Tron has officially begun its transition from Ethereum to a public blockchain with the release of Odyssey 2.0 materials to Github.
With an official proclamation by CEO Justin Sun, Tron has officially begun its migration to a public blockchain from Ethereum.
Presiding over the announcement, Sun took to Medium to write:
“Today, I announce with confidence that development for TRON Mainnet, Odyssey 2.0 is complete and all materials have been submitted to Github. From this day forth, the TRON community will be able to download and run TRON’s official mainnet Odyssey 2.0 on the TRON Github page.”
While Tron has acknowledged Ethereum’s assistance and role in meeting fundraising expectations, the Foundation cited that Ethereum’s slow adoption of new protocols was the result of an “an authoritarian system dominated by the foundation and develop(ment) team”.
Sun elaborated that Tron’s migration to a public blockchain will be made possible by a collective of over 200 people – while Tron’s early accomplishments consist of over 2,153 commits and 547 merged forks, with 102 new features.
Tron is slated to make its official journey to a public blockchain on June 25th, in an event the organization has labeled it’s ‘Independence Day’. Until then, Odyssey 2.0 will remain in beta.
Concluding his announcement, Sun drew reference to the 1969 moon landings – quipping that “Odyssey 2.0 launch is one small step for TRON, one giant leap for blockchain.”
Tron has further clarified that additional information regarding blockchain explorers, wallets, and infrastructure-related apps will be made public on the 5th of June.
At press time, the news has not exactly been kind to the blockchain project. At the time of publication, TRX is down 4.14% day-on-day, and presently trades at $0.05 USD. TRX remains the tenth-largest cryptocurrency by market cap.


Exercise requirements: Using the data below, determine the number of lines that include the string "title". Write only that number.

------ Data shown ------

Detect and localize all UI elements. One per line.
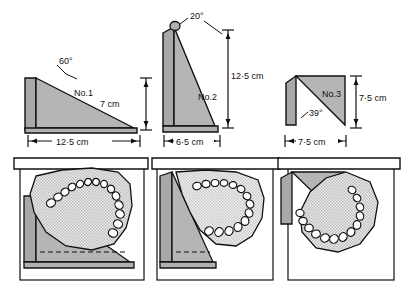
wedge-no2-angle-label: 20°: [190, 11, 204, 21]
wedge-no3-side-face: [286, 76, 296, 125]
wedge-no2-name-label: No.2: [198, 92, 217, 102]
wedge-no2-height-label: 12·5 cm: [231, 71, 264, 81]
panel-no2-wedge-base: [160, 262, 216, 268]
wedge-no1-angle-label: 60°: [59, 56, 73, 66]
wedge-no2-side-face: [163, 27, 174, 126]
wedge-no1-name-label: No.1: [74, 88, 93, 98]
panel-no2-top-bar: [152, 158, 280, 169]
wedge-no3-angle-label: 39°: [309, 108, 323, 118]
panel-no1-wedge-base: [24, 262, 134, 268]
figure-canvas: 60° No.1 7 cm 12·5 cm 20° No.2: [0, 0, 411, 288]
wedge-no3-name-label: No.3: [322, 89, 341, 99]
dental-wedge-figure: 60° No.1 7 cm 12·5 cm 20° No.2: [0, 0, 411, 288]
wedge-no2-base-label: 6·5 cm: [176, 137, 204, 147]
wedge-no1-height-label: 7 cm: [100, 99, 120, 109]
wedge-no2-apex-knob: [170, 22, 180, 31]
panel-no2-wedge-side: [160, 172, 172, 262]
wedge-no1-side-face: [25, 78, 36, 130]
panel-no1-group: [14, 158, 148, 280]
wedge-no1-base: [25, 128, 137, 133]
wedge-no2-base: [163, 126, 218, 132]
wedge-no3-height-label: 7·5 cm: [359, 93, 387, 103]
panel-no2-group: [152, 158, 280, 280]
panel-no1-top-bar: [14, 158, 148, 169]
wedge-no3-base-label: 7·5 cm: [298, 137, 326, 147]
panel-no3-wedge-side: [281, 172, 292, 224]
wedge-no1-base-label: 12·5 cm: [56, 137, 89, 147]
panel-no3-top-bar: [278, 158, 400, 169]
panel-no3-group: [278, 158, 400, 280]
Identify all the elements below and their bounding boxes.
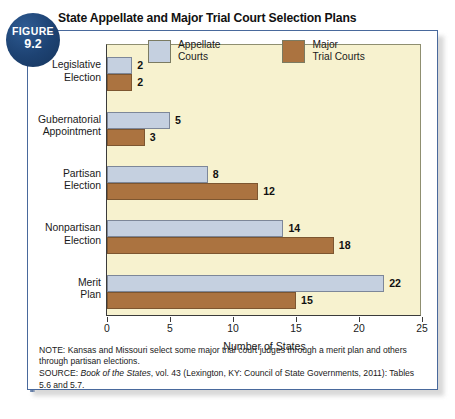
bar-value-label: 12 (263, 183, 275, 200)
bar-major[interactable] (107, 292, 296, 309)
footnotes-block: NOTE: Kansas and Missouri select some ma… (39, 345, 427, 391)
x-axis-tick (233, 317, 234, 322)
plot-area: Legislative ElectionGubernatorial Appoin… (106, 44, 421, 316)
x-axis-tick-label: 25 (416, 323, 428, 334)
bar-major[interactable] (107, 129, 145, 146)
bar-major[interactable] (107, 74, 132, 91)
x-axis-tick-label: 0 (104, 323, 110, 334)
figure-number-badge: FIGURE 9.2 (6, 13, 60, 67)
bar-appellate[interactable] (107, 166, 208, 183)
bar-value-label: 15 (301, 292, 313, 309)
x-axis-tick-label: 10 (227, 323, 239, 334)
x-axis-tick (170, 317, 171, 322)
bar-appellate[interactable] (107, 220, 283, 237)
source-text: SOURCE: Book of the States, vol. 43 (Lex… (39, 368, 427, 390)
figure-panel: Appellate Courts Major Trial Courts Legi… (27, 30, 438, 390)
x-axis-tick (422, 317, 423, 322)
figure-title: State Appellate and Major Trial Court Se… (58, 10, 438, 26)
bar-major[interactable] (107, 183, 258, 200)
bar-major[interactable] (107, 237, 334, 254)
bar-value-label: 2 (137, 74, 143, 91)
category-label: Nonpartisan Election (0, 222, 101, 247)
bar-value-label: 14 (288, 220, 300, 237)
bar-value-label: 18 (339, 237, 351, 254)
legend-item-major-trial-courts: Major Trial Courts (282, 39, 364, 63)
category-label: Merit Plan (0, 277, 101, 302)
bar-value-label: 22 (389, 275, 401, 292)
category-label: Legislative Election (0, 59, 101, 84)
category-axis-labels: Legislative ElectionGubernatorial Appoin… (0, 45, 101, 317)
bar-value-label: 3 (150, 129, 156, 146)
x-axis-tick-label: 20 (353, 323, 365, 334)
category-label: Gubernatorial Appointment (0, 114, 101, 139)
figure-badge-word: FIGURE (6, 25, 60, 37)
legend-swatch-major-trial-courts (282, 40, 305, 63)
figure-badge-number: 9.2 (6, 37, 60, 52)
bar-value-label: 8 (213, 166, 219, 183)
legend-label-major-trial-courts: Major Trial Courts (312, 39, 364, 63)
source-prefix: SOURCE: (39, 368, 78, 378)
x-axis-tick (107, 317, 108, 322)
x-axis-tick (359, 317, 360, 322)
bar-appellate[interactable] (107, 275, 384, 292)
bar-value-label: 5 (175, 112, 181, 129)
bar-appellate[interactable] (107, 57, 132, 74)
x-axis-tick-label: 15 (290, 323, 302, 334)
note-text: NOTE: Kansas and Missouri select some ma… (39, 345, 427, 367)
legend-swatch-appellate-courts (148, 40, 171, 63)
legend-item-appellate-courts: Appellate Courts (148, 39, 220, 63)
bar-appellate[interactable] (107, 112, 170, 129)
bar-value-label: 2 (137, 57, 143, 74)
bars-container: 225381214182215 (107, 45, 420, 315)
chart-legend: Appellate Courts Major Trial Courts (148, 39, 365, 63)
x-axis-tick-label: 5 (167, 323, 173, 334)
legend-label-appellate-courts: Appellate Courts (178, 39, 220, 63)
category-label: Partisan Election (0, 168, 101, 193)
x-axis-tick (296, 317, 297, 322)
source-title-italic: Book of the States (81, 368, 151, 378)
figure-container: FIGURE 9.2 State Appellate and Major Tri… (0, 0, 455, 419)
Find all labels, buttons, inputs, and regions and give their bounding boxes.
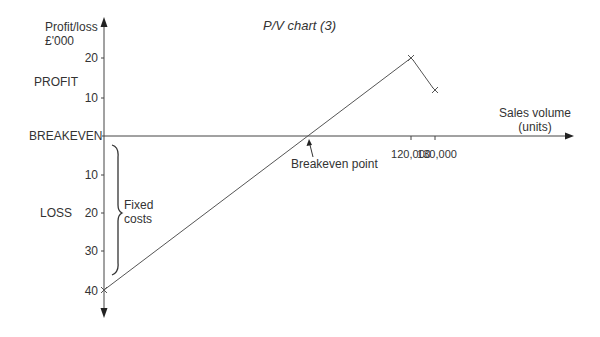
point-markers xyxy=(101,55,438,293)
fixed-costs-label: Fixed costs xyxy=(124,198,153,226)
x-tick-130000: 130,000 xyxy=(412,147,462,161)
y-tick-20-profit: 20 xyxy=(70,51,98,65)
fixed-costs-brace xyxy=(112,145,122,275)
contribution-line xyxy=(104,58,411,290)
loss-label: LOSS xyxy=(40,206,72,220)
contribution-line-drop xyxy=(413,60,433,88)
y-tick-10-loss: 10 xyxy=(70,168,98,182)
breakeven-arrow-icon xyxy=(307,139,313,146)
y-axis-arrow-down-icon xyxy=(101,308,108,318)
breakeven-point-label: Breakeven point xyxy=(291,157,378,171)
y-axis-label: Profit/loss£'000 xyxy=(45,20,98,48)
y-tick-10-profit: 10 xyxy=(70,91,98,105)
profit-label: PROFIT xyxy=(34,75,78,89)
y-axis-arrow-up-icon xyxy=(101,17,108,27)
y-tick-20-loss: 20 xyxy=(70,206,98,220)
y-tick-30-loss: 30 xyxy=(70,244,98,258)
y-tick-40-loss: 40 xyxy=(70,284,98,298)
chart-title: P/V chart (3) xyxy=(263,19,336,33)
breakeven-label: BREAKEVEN xyxy=(29,129,102,143)
x-axis-label: Sales volume (units) xyxy=(480,106,590,134)
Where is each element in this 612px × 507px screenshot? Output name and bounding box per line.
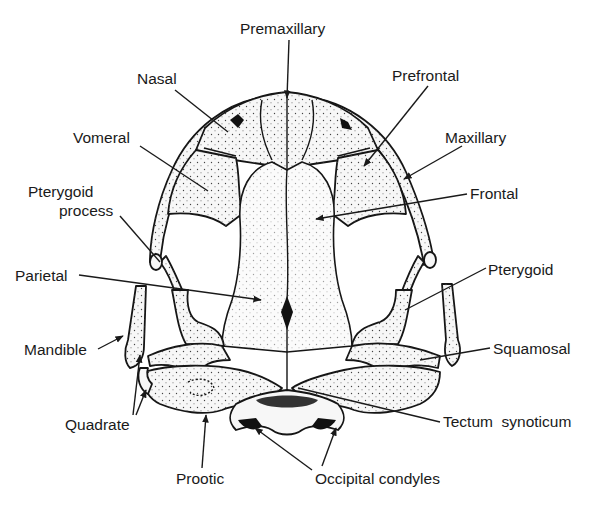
label-nasal: Nasal (137, 70, 177, 87)
pterygoid-left (172, 290, 224, 346)
leader-nasal (175, 90, 228, 132)
leader-premaxillary (287, 40, 289, 98)
label-pterygoid: Pterygoid (488, 261, 553, 278)
frog-skull-diagram: Premaxillary Nasal Prefrontal Maxillary … (0, 0, 612, 507)
pterygoid-right (352, 290, 412, 346)
label-tectum-synoticum: Tectum synoticum (443, 413, 571, 430)
label-vomeral: Vomeral (73, 129, 130, 146)
label-prefrontal: Prefrontal (392, 67, 459, 84)
label-squamosal: Squamosal (493, 340, 571, 357)
leader-maxillary (404, 146, 462, 179)
label-pterygoid-process-line2: process (59, 202, 114, 219)
label-frontal: Frontal (470, 185, 518, 202)
skull-drawing (125, 92, 460, 435)
label-premaxillary: Premaxillary (240, 20, 326, 37)
label-maxillary: Maxillary (445, 129, 506, 146)
frontoparietal (222, 162, 352, 390)
label-occipital-condyles: Occipital condyles (315, 470, 440, 487)
label-quadrate: Quadrate (65, 416, 130, 433)
leader-quadrate-b (136, 390, 146, 415)
label-pterygoid-process: Pterygoid process (28, 183, 114, 219)
label-parietal: Parietal (15, 267, 68, 284)
leader-occipital-b (322, 428, 336, 466)
leader-mandible (98, 336, 123, 349)
label-mandible: Mandible (24, 341, 87, 358)
mandible-left (125, 286, 146, 368)
label-prootic: Prootic (176, 470, 224, 487)
leader-prootic (202, 415, 206, 468)
label-pterygoid-process-line1: Pterygoid (28, 183, 93, 200)
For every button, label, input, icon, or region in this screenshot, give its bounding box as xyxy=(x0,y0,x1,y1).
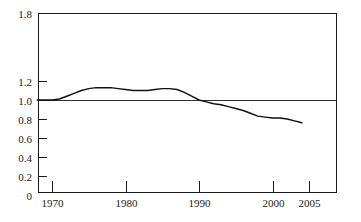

------

Solution: 3